Three years later, visitors have returned to the Big Island at the level of 2019, with 148,376 during January 2023.
But the tourism numbers still lag the booming start to 2020, when 163,500 tourists came to the Big Island in January (nearly 10 percent higher than one year earlier). The island averaged 45,504 visitors per day in January 2023, just under 1,000 less per day than in 2020, less than two months before the shutdown.
The reason that tourism has not completely recovered on the Big Island is due international travel. It is the same case for the state. And, according to Chris J. Sadayasu, director of the state Department of Business, Economic Development & Tourism, international tourism may not return to pre-pandemic levels for years to come.

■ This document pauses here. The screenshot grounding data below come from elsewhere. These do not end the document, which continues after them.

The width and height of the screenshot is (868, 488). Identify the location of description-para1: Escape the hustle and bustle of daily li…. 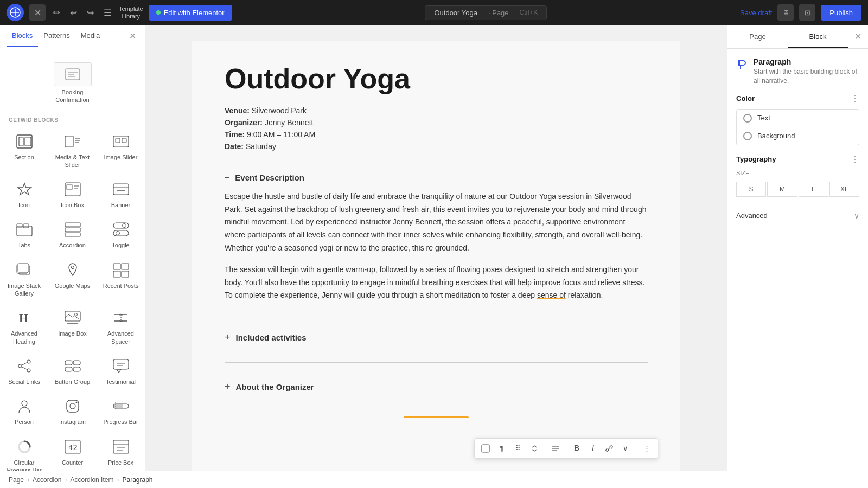
(436, 222).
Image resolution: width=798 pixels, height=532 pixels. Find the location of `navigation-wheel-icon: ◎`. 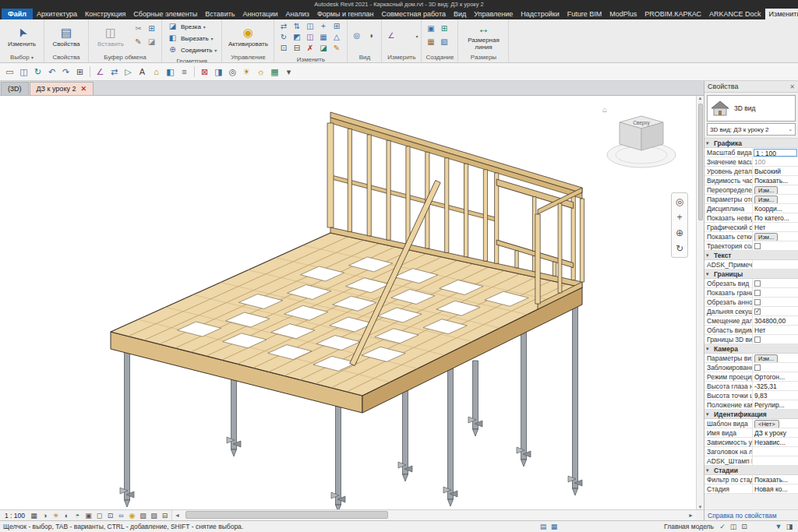

navigation-wheel-icon: ◎ is located at coordinates (680, 202).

Visitor spending also still lags the revenue of 2020 for the Big Island. In January 2023, tourists spent $260.1 million on the Big Island, compared to $290.5 million in January 2020.
And beyond the numbers, the shutdown of the tourism industry for seven months during 2020 showed residents what life without visitors was like for their lives and the environement. It led to a movement for more responsible tourism, and for tourists to pay more for the state resources they use.
Click here to read the most recent resident survey (Fall 2022), commissioned by the Department of Business, Economic Development & Tourism and 274 pages, about tourism in Hawai’i.
For Big Island Now’s weekly poll, we ask one simple questions about tourism.